Six summers before, the camper was brand-new, purchased for a momentous vacation—a two-thousand-mile loop up the coast to Canada, across the two-lanes of British Columbia, Alberta, and Saskatchewan, all the way to Regina. The trek was a long-planned Ullen Family Retreat and came off as promised, for the first few hundred miles, anyway. Then Mom started sharing her opinions and insisting on behaviors. She wanted to establish her rules of the road and began giving orders. Thus rang the opening bell, beginning the first of what became many punishing rounds. The verbal jousts became serious disagreements, escalating into full-throated, mean-spirited arguments that had to be won by the mother of the family. Kris, as was her wont, turned her rebelliousness up a few notches. Dora’s righteousness devolved into deep-crevassed silence, punctuated with outbursts so fast, loud, and vitriolic as to be near-Shakespearean. Frank, at the wheel, sipping on his cold coffee or warming Coca-Cola, acted as referee, therapist, fact-checker, and cop, depending on the point made or offense taken. Kirk, as his defensive stance, pulled out book after book, reading like he was a chain-smoker with a carton of menthols. For him, the psychodrama faded into a background din not much different from the wheels of the camper humming across thousands of miles of asphalt.

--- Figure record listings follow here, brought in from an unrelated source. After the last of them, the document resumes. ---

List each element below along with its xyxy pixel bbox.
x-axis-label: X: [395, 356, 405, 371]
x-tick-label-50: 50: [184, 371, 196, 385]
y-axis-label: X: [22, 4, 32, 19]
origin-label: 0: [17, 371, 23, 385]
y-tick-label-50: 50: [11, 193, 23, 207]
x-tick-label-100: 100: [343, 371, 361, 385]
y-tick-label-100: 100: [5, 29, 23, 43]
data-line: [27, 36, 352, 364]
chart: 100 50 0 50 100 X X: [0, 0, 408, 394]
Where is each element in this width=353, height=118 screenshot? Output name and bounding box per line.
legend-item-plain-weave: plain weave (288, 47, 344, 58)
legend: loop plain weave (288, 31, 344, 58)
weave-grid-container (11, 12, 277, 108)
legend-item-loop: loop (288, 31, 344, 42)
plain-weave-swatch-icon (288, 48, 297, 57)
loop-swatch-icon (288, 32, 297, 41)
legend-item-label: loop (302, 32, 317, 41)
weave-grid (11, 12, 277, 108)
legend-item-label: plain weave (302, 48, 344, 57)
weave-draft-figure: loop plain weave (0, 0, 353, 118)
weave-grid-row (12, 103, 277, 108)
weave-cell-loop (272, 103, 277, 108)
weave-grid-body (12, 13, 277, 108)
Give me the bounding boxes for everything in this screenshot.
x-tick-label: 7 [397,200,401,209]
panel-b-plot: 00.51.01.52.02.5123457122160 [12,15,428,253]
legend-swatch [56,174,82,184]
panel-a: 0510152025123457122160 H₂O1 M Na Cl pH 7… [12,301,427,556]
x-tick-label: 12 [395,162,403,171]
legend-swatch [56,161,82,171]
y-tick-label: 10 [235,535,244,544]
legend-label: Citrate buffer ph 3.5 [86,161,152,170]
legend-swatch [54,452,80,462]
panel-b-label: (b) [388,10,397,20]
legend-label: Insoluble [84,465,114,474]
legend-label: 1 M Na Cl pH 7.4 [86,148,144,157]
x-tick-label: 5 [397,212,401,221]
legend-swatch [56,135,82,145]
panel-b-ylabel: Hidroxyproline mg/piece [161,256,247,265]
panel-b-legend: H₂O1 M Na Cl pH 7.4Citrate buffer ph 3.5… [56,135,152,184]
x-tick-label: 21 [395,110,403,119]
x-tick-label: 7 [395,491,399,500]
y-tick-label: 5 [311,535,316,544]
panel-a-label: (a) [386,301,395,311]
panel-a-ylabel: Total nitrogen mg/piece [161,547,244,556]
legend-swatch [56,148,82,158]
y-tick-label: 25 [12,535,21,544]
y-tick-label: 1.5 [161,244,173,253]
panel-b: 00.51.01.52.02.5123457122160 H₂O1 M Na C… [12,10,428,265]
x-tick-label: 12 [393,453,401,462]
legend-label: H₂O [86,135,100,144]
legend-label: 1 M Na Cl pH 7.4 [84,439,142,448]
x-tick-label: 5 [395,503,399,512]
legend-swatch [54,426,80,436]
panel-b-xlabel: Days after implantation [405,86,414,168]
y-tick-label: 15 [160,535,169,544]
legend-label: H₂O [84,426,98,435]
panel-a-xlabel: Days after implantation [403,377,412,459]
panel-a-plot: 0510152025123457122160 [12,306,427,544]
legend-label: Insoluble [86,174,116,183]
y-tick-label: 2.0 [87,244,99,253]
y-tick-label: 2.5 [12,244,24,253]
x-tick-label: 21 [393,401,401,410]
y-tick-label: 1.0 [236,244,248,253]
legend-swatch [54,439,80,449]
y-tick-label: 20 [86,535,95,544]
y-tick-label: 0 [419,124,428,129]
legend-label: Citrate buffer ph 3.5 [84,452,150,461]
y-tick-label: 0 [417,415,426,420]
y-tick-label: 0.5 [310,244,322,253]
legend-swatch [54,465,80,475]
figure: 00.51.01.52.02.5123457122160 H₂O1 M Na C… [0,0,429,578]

They argued their way across Canada, continued as they came south through the vast American Prairie, the space so open, so endless it was said to have driven some of the original settlers insane. The Ullen family went certifiably daffy in Nebraska when Kris bought pot from some guy living out of his car at a KOA campground. Mom wanted to call a cop and turn in both the dealer and her own daughter. She went DEF CON ballistic when Dad allowed no such thing by simply packing them all up and driving away, fleeing the scene of the crime. The camper went frosty, like a bitter family Christmas in July; no one talking to anyone while Kirk finished all of William Manchester’s books on Winston Churchill. By the time they turned due west in Tucumcari, New Mexico, everyone wanted off the road, out of that truck, and away from each other. Kris threatened to hop a Greyhound bus the rest of the way home. But Dad insisted they do some camping in the desert, which they did under protest. Kris got high under the stars, Dora went on solo hikes until after dark, and Dad bedded down outside in the tent. Mom slept in the camper, guaranteeing she’d be alone, in peace at last, by locking the door. That was a problem, as it cut off access to the bathroom. Thus ended the last family vacation for the Ullens. The last family anything for the Ullens. The camper stayed bolted onto the King Cab pickup, serving as Frank’s mobile office–surf buggy, one that had not been cleaned or vacuumed in 21,000 miles.
In his youth, Frank Ullen had been a real, shaggy-haired surf bum. Then he grew up, got married, had kids, and started an electrical wiring business that took off. It was only in the past year that he had once again begun to leave the house before anyone else was awake, to make the point break at Mars Beach, a tight right-hander best in a rising three-to-four-foot tide. When Kirk was a kid and a part-time beach rat, father and son would park on the highway shoulder and carry their boards down the well-beaten path to Mars. To young Kirk, hefting his original sponge board, the beach seemed as rocky and far away as the bottom of Valles Marineris on the Red Planet. The Economic Boom Years had drastically altered the place—there were inland luxury apartment complexes built on what had been marshes; and five years ago the state had paved over a square of weeds and dirt, creating a real parking lot for three dollars a car. Mars was no longer free, but it was conveniently accessible; surfers headed left at the sand, regular beachgoers veered to the right, and county lifeguards kept the two apart.